KOH SAMET, Thailand -- Dining choices on Koh Samet run the gamut from street cart vendors to posh, upscale resort restaurants, but our most unusual meal involved a short boat ride, sitting on the floor and dangling our feet over the sea.
One of our guidebooks lists the restaurant as Mook Samed, although it now goes by the name Unseen Samed Resort & Restaurant (www.unseensamedresort.com).
Located about 1/4 mile up the road -- the only road running northwest from the Na Dan Pier -- along the island's north coast near Ao Noi Na beach, there are few signs to mark Unseen Samed, a collection of buildings on stilts in the water about 100 yards offshore.
A steel cable runs from Unseen Samed through the air to a ramshackle building on shore. A bell mounted on a post must be rung to summon an employee at the restaurant.

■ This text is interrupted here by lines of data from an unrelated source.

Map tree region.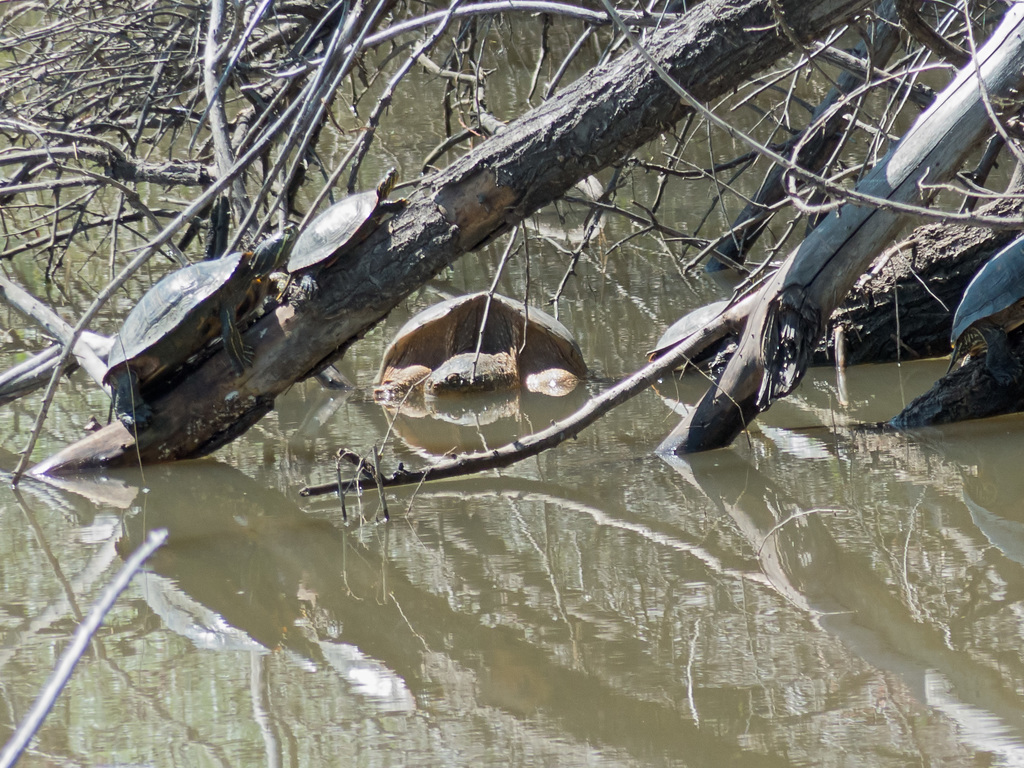
Mapped to [x1=0, y1=0, x2=1023, y2=460].
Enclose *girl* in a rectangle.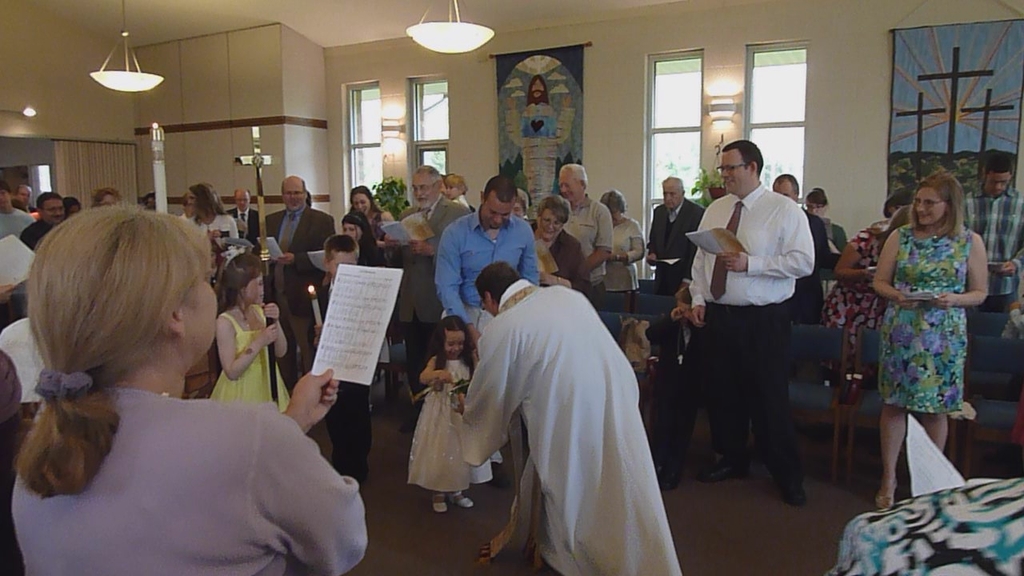
<bbox>403, 315, 476, 511</bbox>.
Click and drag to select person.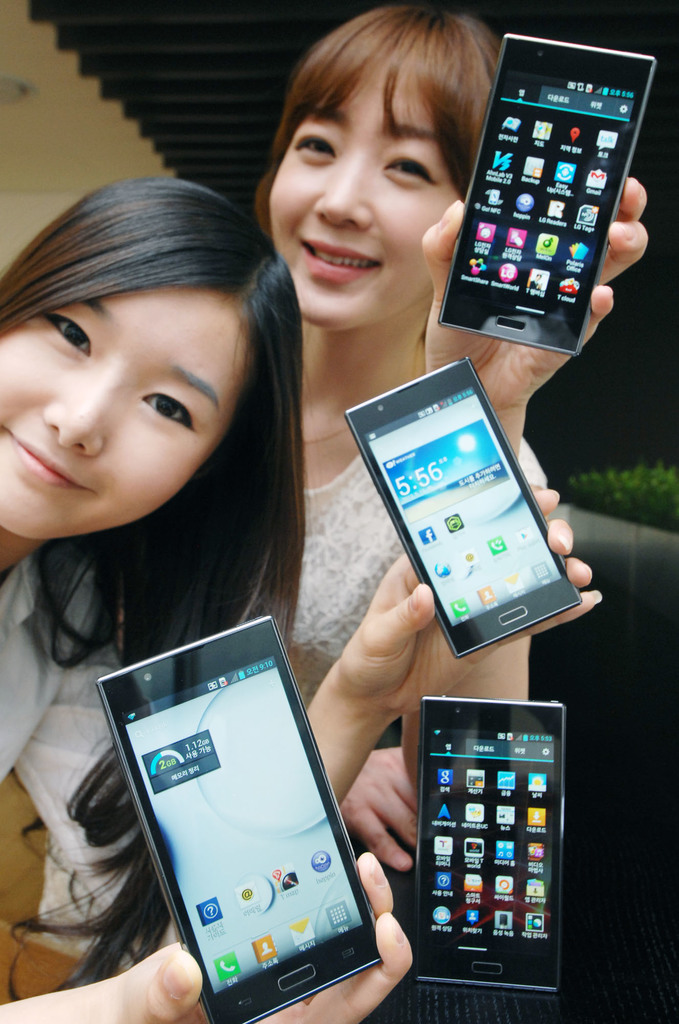
Selection: <box>6,145,362,964</box>.
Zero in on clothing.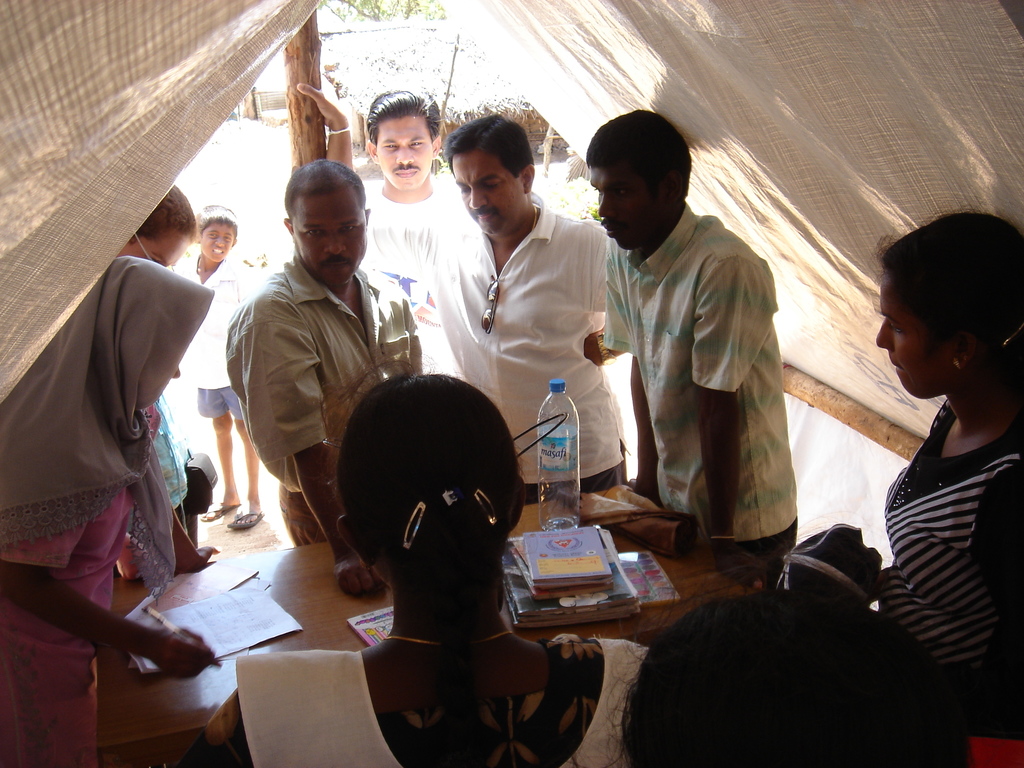
Zeroed in: 0 484 135 767.
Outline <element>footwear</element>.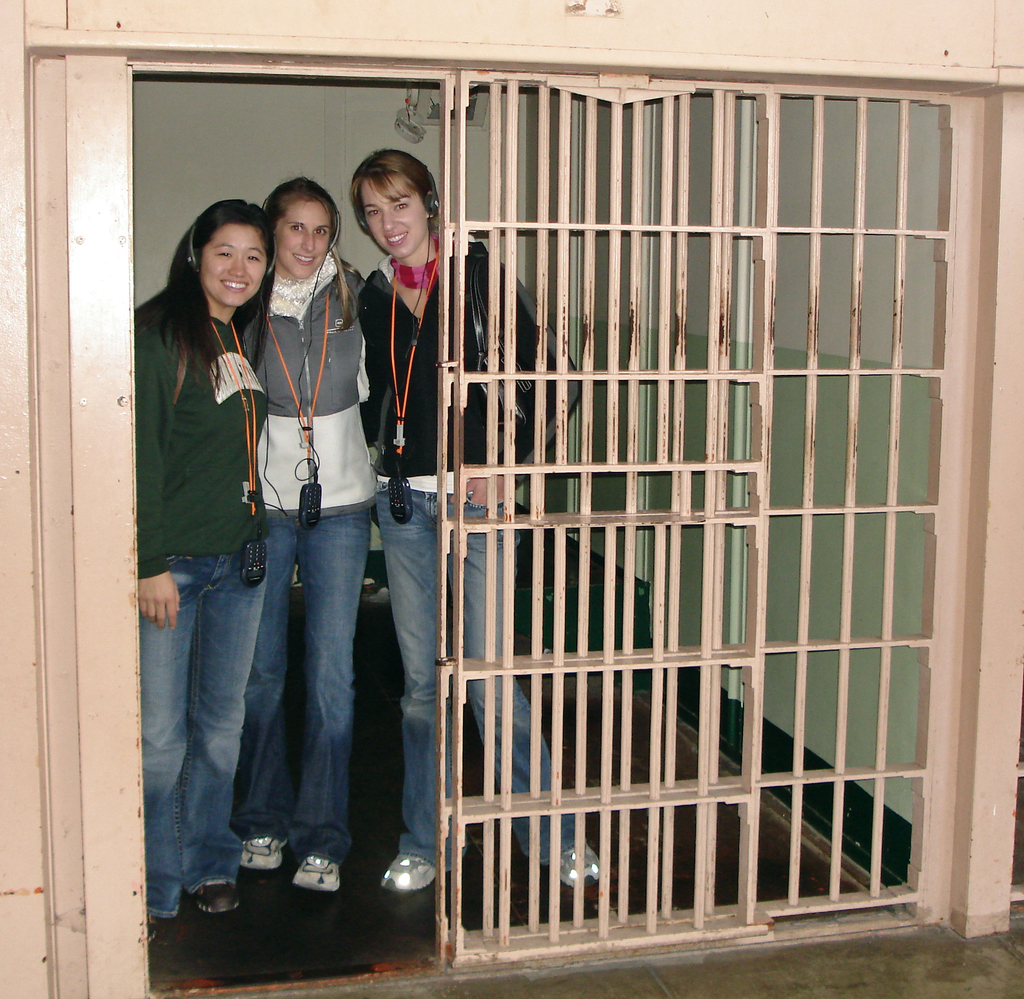
Outline: region(380, 854, 438, 889).
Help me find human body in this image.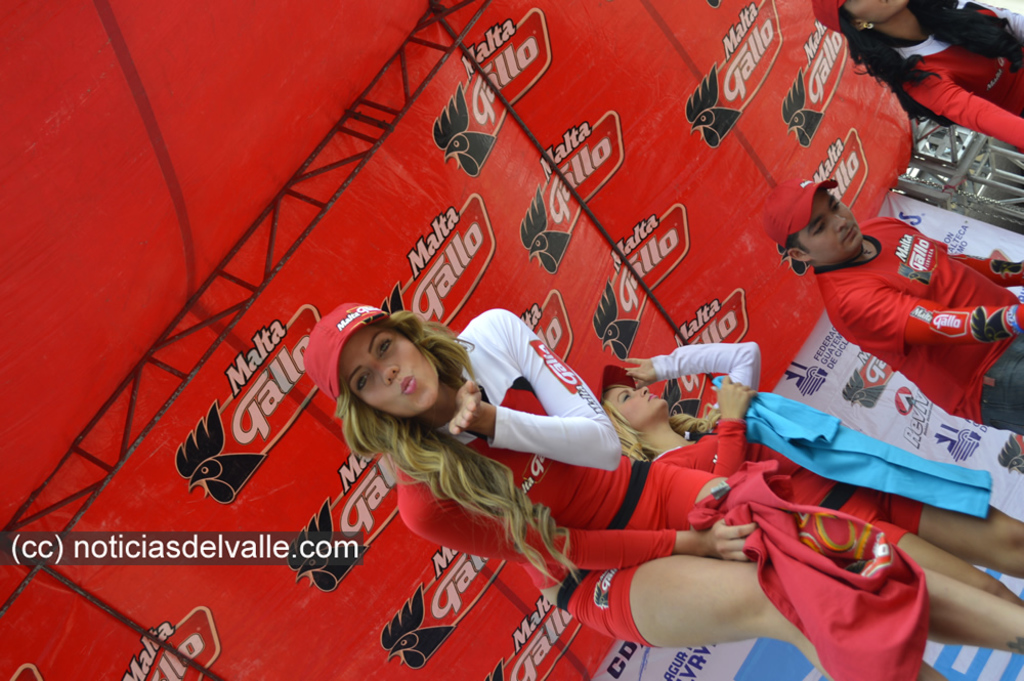
Found it: rect(810, 215, 1023, 435).
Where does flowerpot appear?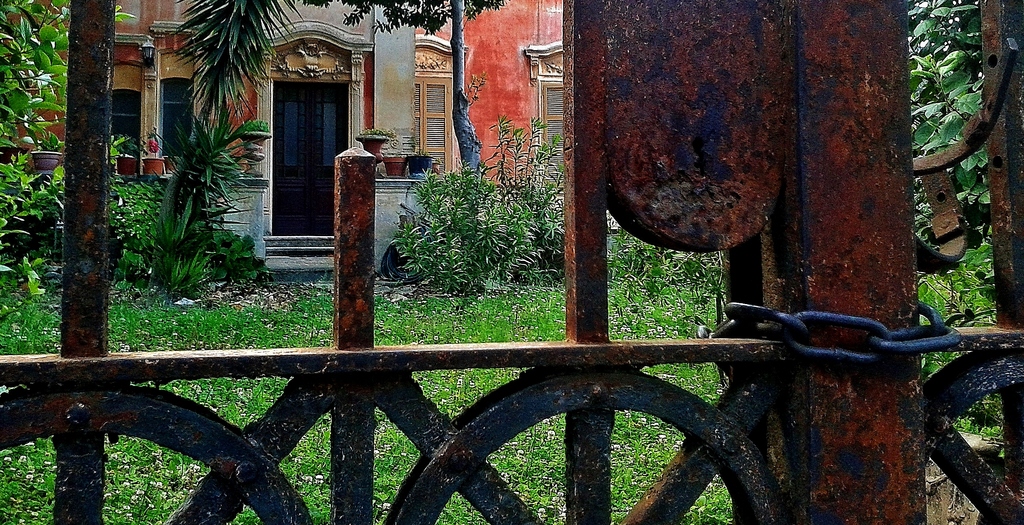
Appears at bbox=(383, 157, 406, 176).
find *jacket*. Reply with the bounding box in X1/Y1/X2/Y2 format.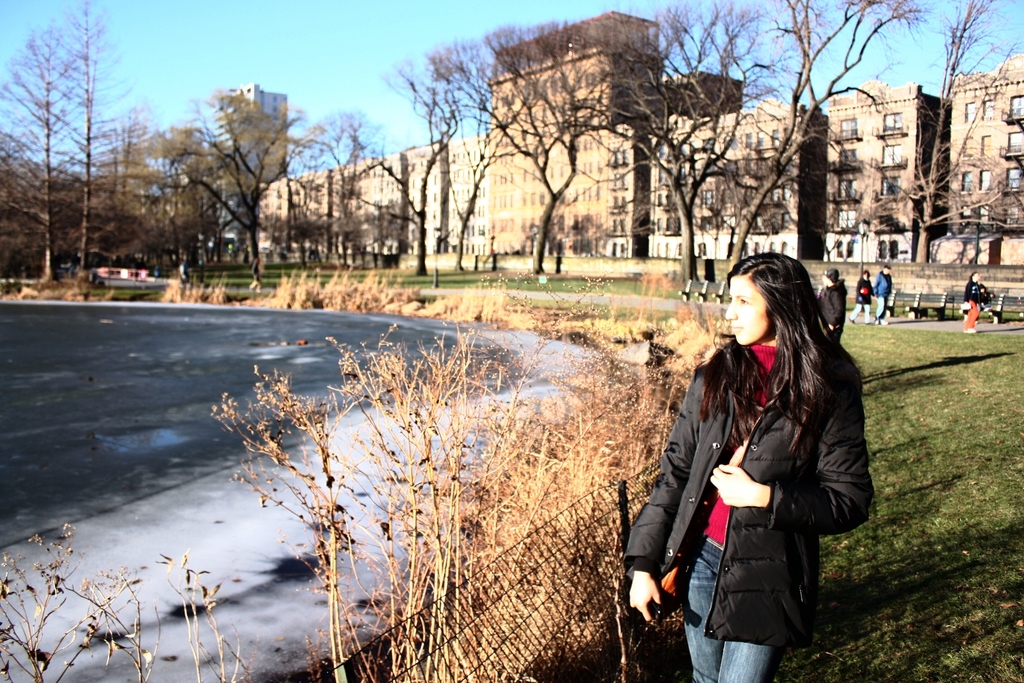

After ringing the bell, we watched from shore as an employee made his way to a boat docked at the restaurant, then pulled himself and the boat toward us, hand over hand, using the guide wire. Diners and resort guests board the boat and are pulled out into the bay, gliding over the water toward the open-air restaurant.
Just don't expect to sit in a comfy chair while dining. Instead, diners sit on the floor on cushions (with backs), dangling their legs through holes cut in the floor beneath each glass-topped table.
It's an unusual arrangement, and visitors with small children (or vertigo) may not appreciate the setup with the floor no more than eight feet above the water's surface. Looking down, we could see schools of fish and a crab climbing one of the restaurant's support pylons.
Naturally, seafood was on the menu, with most meals priced at about $10 per person. And it was fresh -- so fresh I wondered if perhaps my supper had recently been swimming in the sea beneath my dangling feet.